All eyes on battleground state Wisconsin as Republicans gather for national convention
CBC
On Saturday evening in downtown Milwaukee, people were making their way to dinner reservations and drinks with friends near Water Street, the city's nightlife district.
But some of them had the U.S. election on their minds, as news of gunfire at a Trump rally in Pennsylvania spread and visitors descended on Wisconsin's largest city for the Republican National Convention, which opens Monday.
"We were actually walking down and talking about how we're really scared about these elections," said 26-year-old Milwaukee resident Laura Hernandez.
Hernandez, who listed abortion rights, immigration and Israel's war in Gaza as her top voting priorities, said she was first eligible to vote for president in 2016 — but she's never liked her options.
"It's been so exhausting. Every single year that I've been able to vote, I have to choose between two evils. And I feel like the same thing is happening this year, but even to a higher degree," she said.
"So at the moment I'm indecisive. I'm not sure what I'm going to lean towards, come November."
Wisconsin is one of the most critical battleground states in this year's U.S. election. For three decades, the Midwestern state was a brick in the "Blue Wall" — a term for states that reliably went to the Democrats from the '90s into the early 2010s.
That streak ended dramatically in 2016 when Donald Trump notched a shock win, helping him secure a marginal victory over Hillary Clinton. While President Joe Biden reclaimed Wisconsin during the 2020 election, his win was also remarkably slim: He won by less than one percentage point.
In fact, the last six presidential elections have each been decided by a difference of some 25,000 votes in Wisconsin, which has 10 votes in the electoral college.
"There's no reason to expect the state is moving away from that swing-state status and from a very close electorate," said Charles Franklin, a political pollster and director of the Marquette Law School Poll.
With the next election looming, each campaign is placing its bets on Wisconsin, where small voting blocs and swing counties have the potential to sway what is now considered a "purple" state — one that could determine who will sit in the Oval Office come January 2025.
Four years after the Democrats staged their convention in the city — albeit with in-person events curtailed due to the COVID-19 pandemic — Milwaukee will host Republican party officials and delegates at its Fiserv Forum this week.
As the GOP works to wrestle the state back from the Democrats, the RNC's setting is no coincidence, said Jonathan Kasparek, a political history professor at the University of Wisconsin-Milwaukee.
"It is very much to appeal to those sort of on-the-fence, independent voters that are perhaps reluctantly Republican," he said. "It's really [about] trying to court those votes."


What you need to do.
Copy the entries exactly. Their pictures do not belong in the copy.

Provided information.
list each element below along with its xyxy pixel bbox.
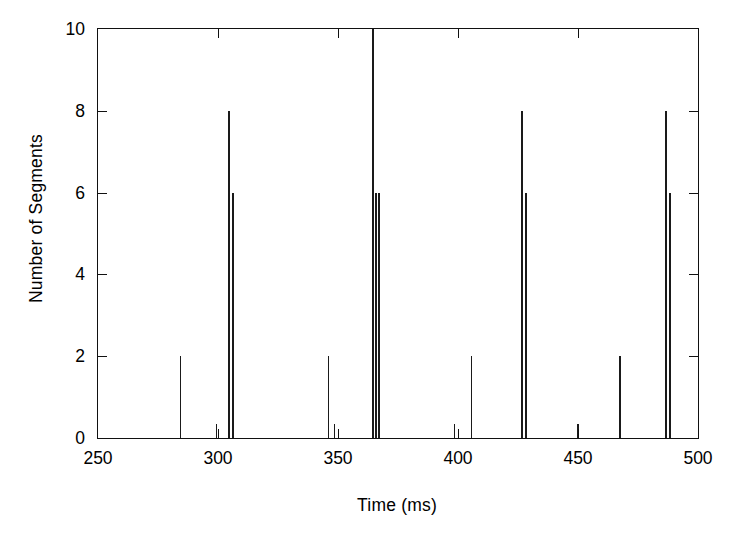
chart-figure: Number of Segments 0246810 2503003504004…	[0, 0, 743, 544]
spike-bar	[665, 111, 667, 438]
spike-bar	[328, 356, 329, 438]
x-axis-tick-label: 250	[83, 448, 112, 469]
x-axis-tick-top	[578, 29, 579, 38]
x-axis-tick	[338, 429, 339, 438]
y-axis-tick	[98, 356, 107, 357]
spike-bar	[180, 356, 181, 438]
y-axis-tick-label: 4	[75, 264, 85, 285]
y-axis-tick-label: 2	[75, 346, 85, 367]
y-axis-tick-label: 6	[75, 182, 85, 203]
spike-bar	[471, 356, 472, 438]
spike-bar	[669, 193, 671, 438]
y-axis-tick-label: 0	[75, 428, 85, 449]
spike-bar	[372, 29, 374, 438]
spike-bar	[232, 193, 234, 438]
y-axis-title: Number of Segments	[16, 0, 56, 437]
spike-bar	[525, 193, 527, 438]
x-axis-tick	[218, 429, 219, 438]
y-axis-tick-right	[689, 111, 698, 112]
y-axis-tick-label: 10	[66, 19, 85, 40]
y-axis-tick	[98, 274, 107, 275]
x-axis-tick-label: 350	[323, 448, 352, 469]
y-axis-tick	[98, 193, 107, 194]
x-axis-tick-label: 400	[443, 448, 472, 469]
x-axis-tick-top	[458, 29, 459, 38]
y-axis-tick-label: 8	[75, 100, 85, 121]
spike-bar	[378, 193, 380, 438]
spike-bar	[454, 424, 455, 438]
y-axis-tick-right	[689, 193, 698, 194]
y-axis-tick-right	[689, 356, 698, 357]
x-axis-tick-label: 450	[563, 448, 592, 469]
data-surface	[98, 29, 698, 438]
y-axis-tick-right	[689, 274, 698, 275]
x-axis-tick-label: 500	[683, 448, 712, 469]
x-axis-tick-top	[338, 29, 339, 38]
spike-bar	[619, 356, 620, 438]
x-axis-title: Time (ms)	[97, 495, 697, 516]
spike-bar	[228, 111, 230, 438]
x-axis-tick-label: 300	[203, 448, 232, 469]
spike-bar	[334, 424, 335, 438]
x-axis-tick	[578, 429, 579, 438]
x-axis-tick-top	[218, 29, 219, 38]
x-axis-tick	[458, 429, 459, 438]
spike-bar	[521, 111, 523, 438]
plot-area: 0246810 250300350400450500	[97, 28, 699, 439]
y-axis-tick	[98, 111, 107, 112]
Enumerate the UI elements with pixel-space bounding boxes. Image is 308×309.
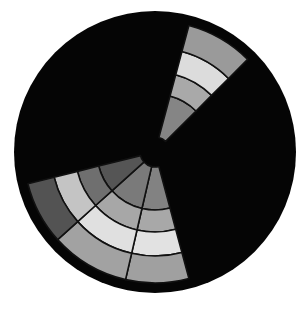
lower-right-wedge-ring-2 — [137, 208, 176, 232]
lower-right-wedge-ring-3 — [132, 229, 182, 256]
radial-diagram — [0, 0, 308, 309]
lower-right-wedge-ring-4 — [126, 252, 189, 283]
radial-diagram-canvas — [0, 0, 308, 309]
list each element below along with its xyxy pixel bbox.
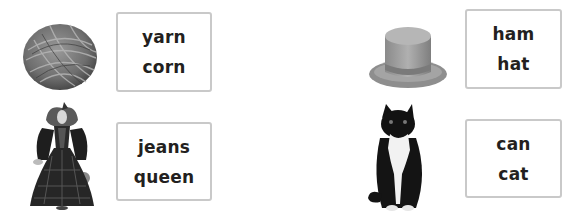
word-choice-box: yarn corn — [116, 12, 212, 92]
word-choice-box: ham hat — [465, 9, 562, 89]
word-option[interactable]: ham — [493, 19, 535, 49]
cat-picture — [366, 104, 438, 212]
word-option[interactable]: cat — [498, 159, 528, 189]
word-option[interactable]: yarn — [142, 22, 186, 52]
word-option[interactable]: hat — [497, 49, 529, 79]
yarn-ball-picture — [20, 20, 100, 92]
word-option[interactable]: queen — [134, 162, 194, 192]
word-option[interactable]: jeans — [138, 132, 190, 162]
word-option[interactable]: can — [496, 129, 530, 159]
queen-picture — [24, 100, 100, 212]
word-choice-box: can cat — [465, 119, 562, 198]
word-option[interactable]: corn — [142, 52, 185, 82]
top-hat-picture — [367, 24, 449, 90]
word-choice-box: jeans queen — [116, 122, 212, 201]
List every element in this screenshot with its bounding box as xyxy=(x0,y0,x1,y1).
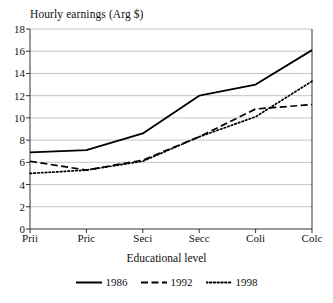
legend-swatch-solid xyxy=(76,278,102,287)
y-tick-label: 18 xyxy=(3,23,25,35)
axis-spines xyxy=(30,29,312,229)
x-axis-title: Educational level xyxy=(0,252,333,264)
gridlines xyxy=(30,29,312,207)
x-tick-label: Pric xyxy=(78,232,96,244)
series-line-1986 xyxy=(30,50,312,152)
y-tick-label: 14 xyxy=(3,67,25,79)
data-series xyxy=(30,50,312,173)
y-tick-label: 16 xyxy=(3,45,25,57)
x-tick-label: Prii xyxy=(22,232,38,244)
chart-figure: Hourly earnings (Arg $) 024681012141618 … xyxy=(0,0,333,303)
y-tick-label: 12 xyxy=(3,90,25,102)
legend-swatch-dashed xyxy=(141,278,167,287)
series-line-1998 xyxy=(30,81,312,173)
x-tick-label: Coli xyxy=(246,232,265,244)
y-tick-label: 4 xyxy=(3,179,25,191)
y-tick-label: 6 xyxy=(3,156,25,168)
y-tick-label: 8 xyxy=(3,134,25,146)
legend-label: 1992 xyxy=(171,276,193,288)
y-tick-label: 10 xyxy=(3,112,25,124)
x-tick-label: Colc xyxy=(302,232,323,244)
legend-swatch-dotted xyxy=(206,278,232,287)
legend-item-1986[interactable]: 1986 xyxy=(76,276,128,288)
chart-legend: 198619921998 xyxy=(0,276,333,288)
legend-item-1998[interactable]: 1998 xyxy=(206,276,258,288)
legend-item-1992[interactable]: 1992 xyxy=(141,276,193,288)
legend-label: 1998 xyxy=(236,276,258,288)
x-tick-label: Secc xyxy=(189,232,210,244)
legend-label: 1986 xyxy=(106,276,128,288)
tick-marks xyxy=(26,29,312,233)
x-tick-label: Seci xyxy=(133,232,152,244)
y-tick-label: 2 xyxy=(3,201,25,213)
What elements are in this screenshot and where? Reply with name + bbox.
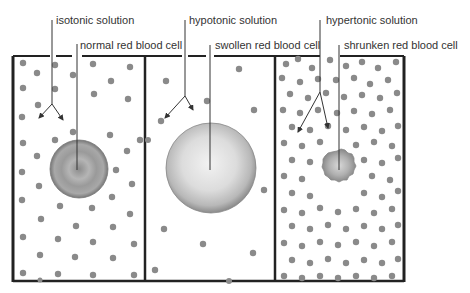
swollen-cell-label: swollen red blood cell	[215, 39, 320, 51]
hypertonic-solution-label: hypertonic solution	[326, 14, 418, 26]
shrunken-cell-label: shrunken red blood cell	[344, 39, 458, 51]
isotonic-solution-label: isotonic solution	[56, 14, 134, 26]
normal-red-blood-cell	[50, 140, 108, 198]
normal-cell-label: normal red blood cell	[80, 39, 182, 51]
swollen-red-blood-cell	[166, 123, 256, 213]
hypotonic-solution-label: hypotonic solution	[189, 14, 277, 26]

Task result.
list each element below along with its xyxy pixel bbox.
chart-figure: Number of Segments 0246810 2503003504004…	[0, 0, 743, 544]
spike-bar	[665, 111, 667, 438]
spike-bar	[328, 356, 329, 438]
x-axis-tick-label: 250	[83, 448, 112, 469]
x-axis-tick-top	[578, 29, 579, 38]
x-axis-tick	[338, 429, 339, 438]
y-axis-tick	[98, 356, 107, 357]
spike-bar	[180, 356, 181, 438]
y-axis-tick-label: 4	[75, 264, 85, 285]
y-axis-tick-label: 2	[75, 346, 85, 367]
y-axis-tick-label: 6	[75, 182, 85, 203]
spike-bar	[471, 356, 472, 438]
spike-bar	[669, 193, 671, 438]
y-axis-tick-label: 0	[75, 428, 85, 449]
spike-bar	[372, 29, 374, 438]
spike-bar	[232, 193, 234, 438]
y-axis-title: Number of Segments	[16, 0, 56, 437]
spike-bar	[525, 193, 527, 438]
x-axis-tick	[218, 429, 219, 438]
y-axis-tick-right	[689, 111, 698, 112]
y-axis-tick-label: 10	[66, 19, 85, 40]
y-axis-tick	[98, 274, 107, 275]
x-axis-tick-label: 350	[323, 448, 352, 469]
y-axis-tick	[98, 193, 107, 194]
x-axis-tick-label: 400	[443, 448, 472, 469]
x-axis-tick-top	[458, 29, 459, 38]
y-axis-tick-label: 8	[75, 100, 85, 121]
spike-bar	[378, 193, 380, 438]
spike-bar	[454, 424, 455, 438]
y-axis-tick-right	[689, 193, 698, 194]
y-axis-tick-right	[689, 356, 698, 357]
x-axis-tick-label: 450	[563, 448, 592, 469]
data-surface	[98, 29, 698, 438]
y-axis-tick-right	[689, 274, 698, 275]
x-axis-tick-label: 500	[683, 448, 712, 469]
x-axis-tick-top	[338, 29, 339, 38]
spike-bar	[619, 356, 620, 438]
x-axis-title: Time (ms)	[97, 495, 697, 516]
spike-bar	[228, 111, 230, 438]
x-axis-tick-label: 300	[203, 448, 232, 469]
spike-bar	[334, 424, 335, 438]
x-axis-tick	[578, 429, 579, 438]
x-axis-tick-top	[218, 29, 219, 38]
x-axis-tick	[458, 429, 459, 438]
spike-bar	[521, 111, 523, 438]
plot-area: 0246810 250300350400450500	[97, 28, 699, 439]
y-axis-tick	[98, 111, 107, 112]
Enumerate the UI elements with pixel-space bounding boxes. Image is 308×309.
lower-right-wedge-ring-2 — [137, 208, 176, 232]
lower-right-wedge-ring-3 — [132, 229, 182, 256]
radial-diagram — [0, 0, 308, 309]
lower-right-wedge-ring-4 — [126, 252, 189, 283]
radial-diagram-canvas — [0, 0, 308, 309]
list each element below along with its xyxy pixel bbox.
word-choice-box: yarn corn — [116, 12, 212, 92]
word-choice-box: ham hat — [465, 9, 562, 89]
word-option[interactable]: ham — [493, 19, 535, 49]
cat-picture — [366, 104, 438, 212]
word-option[interactable]: cat — [498, 159, 528, 189]
word-option[interactable]: yarn — [142, 22, 186, 52]
word-option[interactable]: hat — [497, 49, 529, 79]
yarn-ball-picture — [20, 20, 100, 92]
word-option[interactable]: queen — [134, 162, 194, 192]
word-option[interactable]: jeans — [138, 132, 190, 162]
word-option[interactable]: can — [496, 129, 530, 159]
queen-picture — [24, 100, 100, 212]
word-choice-box: can cat — [465, 119, 562, 198]
word-option[interactable]: corn — [142, 52, 185, 82]
top-hat-picture — [367, 24, 449, 90]
word-choice-box: jeans queen — [116, 122, 212, 201]
List every element in this screenshot with its bounding box as xyxy=(x0,y0,x1,y1).
legend-swatch-solid xyxy=(76,278,102,287)
y-tick-label: 18 xyxy=(3,23,25,35)
axis-spines xyxy=(30,29,312,229)
x-axis-title: Educational level xyxy=(0,252,333,264)
gridlines xyxy=(30,29,312,207)
x-tick-label: Pric xyxy=(78,232,96,244)
series-line-1986 xyxy=(30,50,312,152)
y-tick-label: 14 xyxy=(3,67,25,79)
data-series xyxy=(30,50,312,173)
y-tick-label: 16 xyxy=(3,45,25,57)
x-tick-label: Prii xyxy=(22,232,38,244)
chart-figure: Hourly earnings (Arg $) 024681012141618 … xyxy=(0,0,333,303)
y-tick-label: 12 xyxy=(3,90,25,102)
legend-swatch-dashed xyxy=(141,278,167,287)
series-line-1998 xyxy=(30,81,312,173)
x-tick-label: Coli xyxy=(246,232,265,244)
y-tick-label: 4 xyxy=(3,179,25,191)
y-tick-label: 6 xyxy=(3,156,25,168)
y-tick-label: 8 xyxy=(3,134,25,146)
legend-label: 1992 xyxy=(171,276,193,288)
y-tick-label: 10 xyxy=(3,112,25,124)
x-tick-label: Colc xyxy=(302,232,323,244)
legend-swatch-dotted xyxy=(206,278,232,287)
legend-item-1986[interactable]: 1986 xyxy=(76,276,128,288)
chart-legend: 198619921998 xyxy=(0,276,333,288)
legend-item-1998[interactable]: 1998 xyxy=(206,276,258,288)
legend-item-1992[interactable]: 1992 xyxy=(141,276,193,288)
legend-label: 1998 xyxy=(236,276,258,288)
x-tick-label: Secc xyxy=(189,232,210,244)
legend-label: 1986 xyxy=(106,276,128,288)
tick-marks xyxy=(26,29,312,233)
x-tick-label: Seci xyxy=(133,232,152,244)
y-tick-label: 2 xyxy=(3,201,25,213)
What elements are in this screenshot and where? Reply with name + bbox.
swollen-cell-label: swollen red blood cell	[215, 39, 320, 51]
hypertonic-solution-label: hypertonic solution	[326, 14, 418, 26]
shrunken-cell-label: shrunken red blood cell	[344, 39, 458, 51]
isotonic-solution-label: isotonic solution	[56, 14, 134, 26]
normal-red-blood-cell	[50, 140, 108, 198]
normal-cell-label: normal red blood cell	[80, 39, 182, 51]
swollen-red-blood-cell	[166, 123, 256, 213]
hypotonic-solution-label: hypotonic solution	[189, 14, 277, 26]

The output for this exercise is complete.